Boar panic grips Great Britain

From ANIMAL PEOPLE, January/February 2007:
LONDON–“Police in Fife have issued a
warning after a wild boar escaped from the
abattoir in St Andrews,” BBC News reported on
November 28, 2006. “The public has been urged
not to approach the animal, which has large tusks
and teeth and may attack if it is cornered or
threatened.”
In truth, any pig can deliver a
bone-crunching bite, and any frightened boar or
sow can become deadly.
But the BBC warning was relatively
understated compared to much recent Fleet Street
hyperbole about feral European boars.


Anonymous activists claiming affiliation
with the Animal Liberation Front in December 2005
released more than 100 European boars from a farm
at Exmoor, then released 45 of the boars again
after they were recaptured. British news media
have tracked the boars’ movements ever since as
if reporting about an invading army, and have
amplified–and perhaps sensationalized–reports
of feral pig actiivity abroad.
For example, Guardian Berlin
correspondent Jess Smee reported on November 29,
2006 that “A pack of wild boars, trying to
escape from hunters, stormed two small towns in
Bavaria, biting people, knocking down a cyclist
and running amok in a boutique. Fifteen boars
caused damage worth several thousand euros in
Veitshöchheim and Margetshöchheim. Three of the
pack were shot by police. Two others were run
over.”
Alleged fellow Guardian writer Harry
Pearson a few days later, “At Changi golf course
in Singapore they have had to post warning signs
after a pair of 400-pound wild boar took up
residence in the rough. In Malaysia, jungle
pigs are considered a bigger menace to golfers
than poisonous snakes or crocodiles. The porcine
onslaught is also reported in Sweden, Canada and
France. But it is in the U.S. that feral pigs
have carried out their greatest terror campaign
against the creeping menace of golf.”
Doug Moe of the Capital Times, in
Madison, Wisconsin, traced Pearson’s claim
about a “porcine onslaught” against golf back to
a hypothetical remark by a rural Wisconsin
legislator whose antipathy toward feral pigs is
actually rooted in his experience of pigs doing
crop damage to farms.
Elizabeth Nash, Madrid correspondent for
The Independent, was a bit more restrained in
reporting on November 26, 2006 that “The boar
has come down from haunts in the mountains
northwest of the Spanish capital to roam the
leafy avenues and walled mansions of Madrid’s
high-end suburbs. Despite their fearsome tusks
and grumpy character,” Nash stipulated, “boars
are not aggressive unless wounded or provoked.”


• EXERCISE INSTRUCTIONS: Output the records exactly, and drop each picture.

START DATA EXCERPTS

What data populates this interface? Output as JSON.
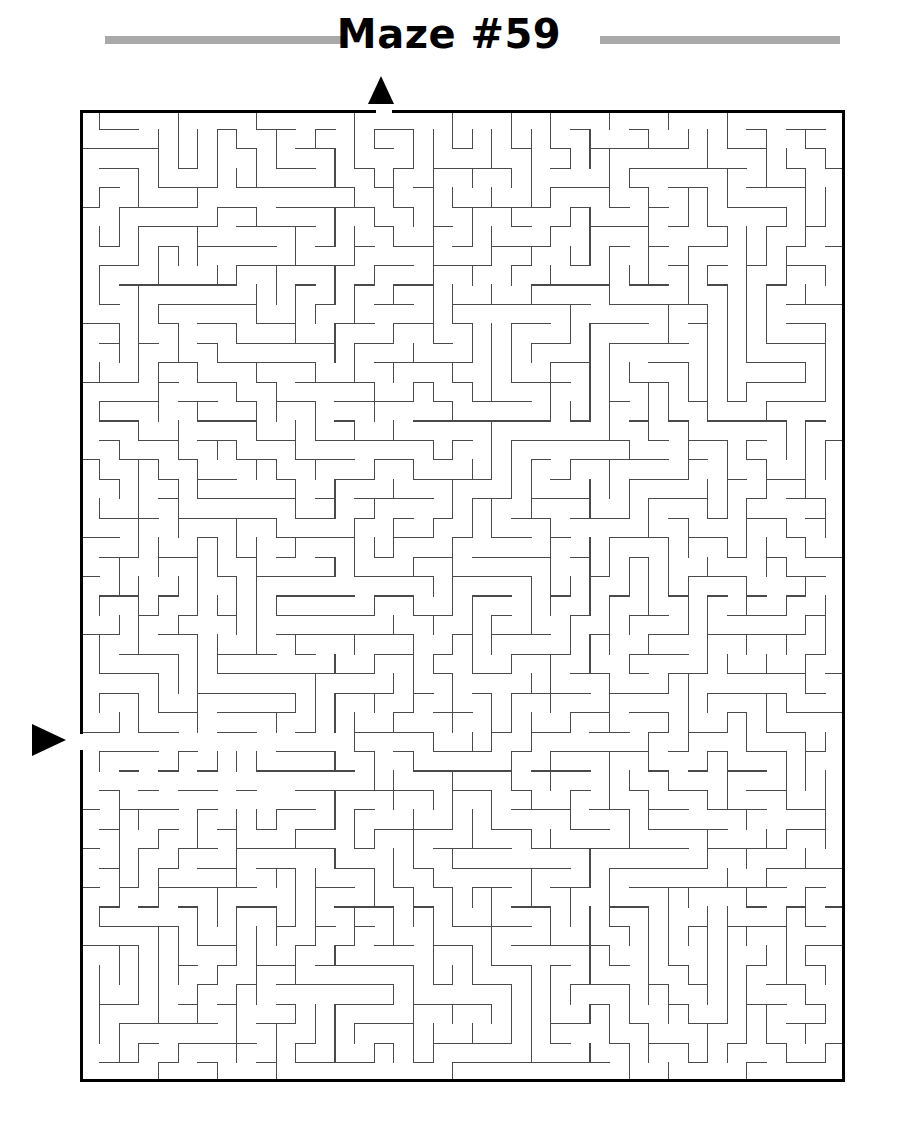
{
  "page": {
    "background_color": "#ffffff",
    "width": 898,
    "height": 1126
  },
  "header": {
    "title": "Maze #59",
    "title_color": "#000000",
    "rule_color": "#9a9a9a",
    "rules": [
      {
        "name": "left-rule",
        "x": 105,
        "y": 36,
        "width": 240,
        "height": 8
      },
      {
        "name": "right-rule",
        "x": 600,
        "y": 36,
        "width": 240,
        "height": 8
      }
    ]
  },
  "markers": {
    "entrance": {
      "label": "entrance-arrow",
      "direction": "down",
      "x": 381,
      "y": 90,
      "color": "#000000",
      "side": "top",
      "grid_column": 15
    },
    "exit": {
      "label": "exit-arrow",
      "direction": "right",
      "x": 49,
      "y": 740,
      "color": "#000000",
      "side": "left",
      "grid_row": 32
    }
  },
  "maze": {
    "name": "maze-grid",
    "origin_x": 80,
    "origin_y": 110,
    "width": 765,
    "height": 972,
    "columns": 39,
    "rows": 50,
    "cell_size": 19.615,
    "border_color": "#000000",
    "border_width": 3,
    "wall_color": "#4a4a4a",
    "wall_width": 1.1,
    "entrance_gap": {
      "side": "top",
      "index": 15
    },
    "exit_gap": {
      "side": "left",
      "index": 32
    },
    "seed": 5909,
    "generation": "depth-first-backtracker"
  }
}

END DATA EXCERPTS

• RESPONSE:
What data populates this interface? Output as JSON.
{
  "page": {
    "background_color": "#ffffff",
    "width": 898,
    "height": 1126
  },
  "header": {
    "title": "Maze #59",
    "title_color": "#000000",
    "rule_color": "#9a9a9a",
    "rules": [
      {
        "name": "left-rule",
        "x": 105,
        "y": 36,
        "width": 240,
        "height": 8
      },
      {
        "name": "right-rule",
        "x": 600,
        "y": 36,
        "width": 240,
        "height": 8
      }
    ]
  },
  "markers": {
    "entrance": {
      "label": "entrance-arrow",
      "direction": "down",
      "x": 381,
      "y": 90,
      "color": "#000000",
      "side": "top",
      "grid_column": 15
    },
    "exit": {
      "label": "exit-arrow",
      "direction": "right",
      "x": 49,
      "y": 740,
      "color": "#000000",
      "side": "left",
      "grid_row": 32
    }
  },
  "maze": {
    "name": "maze-grid",
    "origin_x": 80,
    "origin_y": 110,
    "width": 765,
    "height": 972,
    "columns": 39,
    "rows": 50,
    "cell_size": 19.615,
    "border_color": "#000000",
    "border_width": 3,
    "wall_color": "#4a4a4a",
    "wall_width": 1.1,
    "entrance_gap": {
      "side": "top",
      "index": 15
    },
    "exit_gap": {
      "side": "left",
      "index": 32
    },
    "seed": 5909,
    "generation": "depth-first-backtracker"
  }
}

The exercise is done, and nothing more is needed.